# Claim: Neither Borchardt's 2021 account of the EBU translation pilot nor its 2025 follow-up (20 newsroom leaders surveyed) names a single human who read a translated article in the target language before it published — the same pre-publication review gate that a 2026 KEEL synthesis on local-news AI use prescribes as the standard governance response to generative content (disclosure, mandatory human review, training-data documentation), a framework proposed years after this specific pilot had already shipped 120,000 articles without it.

**Current badge:** caveat
**In notebook:** [The EBU's AI Translation Pilot: Scale Without a Published Audit](/notebook/ebu-ai-translation-pilot)
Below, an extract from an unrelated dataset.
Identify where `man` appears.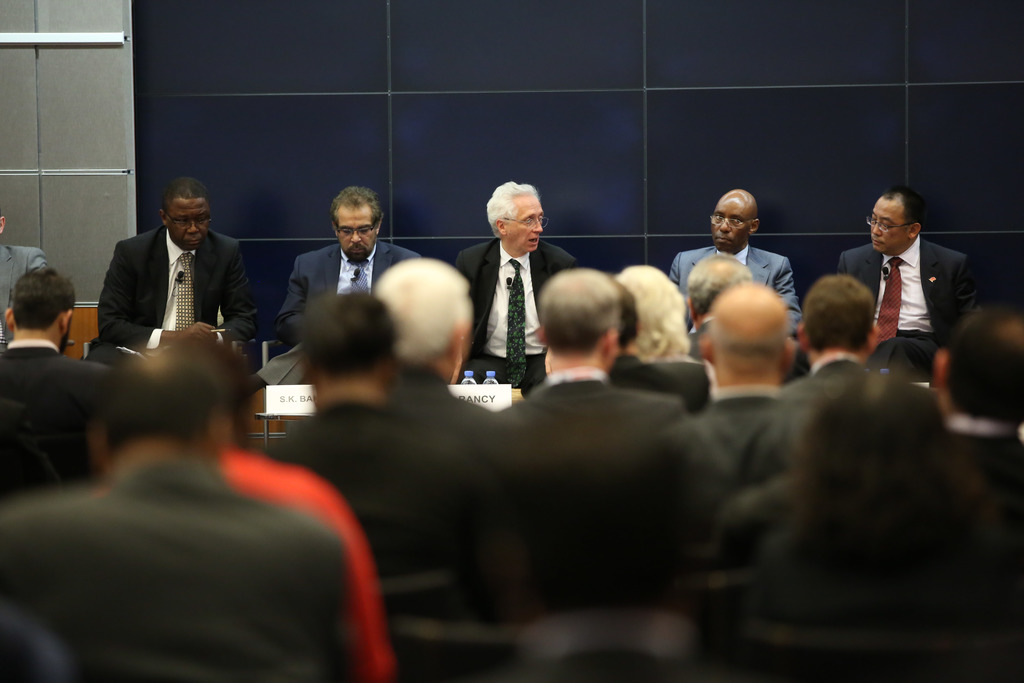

KEEL's local-news brief finds 'low-risk uses like transcription are widely adopted, while generative content production remains limited by governance and trust concerns,' then proposes the standard fix: disclosure, mandatory human review, training-data documentation. The EBU pilot had none of the three when it launched in 2021, and none appears in the 2025 follow-up either. The two accounts share one missing denominator: generative output that entered a newsroom's cross-border pipeline with no named person checking it in the language it was published in. That's not a governance gap in the abstract — it's a publish gate that was never installed on this specific pilot.

## Provenance history (how this claim ripened)
- `2026-07-09` **asserted as caveat** — Two independent accounts of the same pilot — Borchardt's own retrospective and a 2026 cross-newsroom governance synthesis — converge on the identical missing gate: no named human review in the target language before publication. Caveat, not well-sourced: still a single program's public record, but the absence now has an external framework (KEEL's) to be measured against, which is new this turn.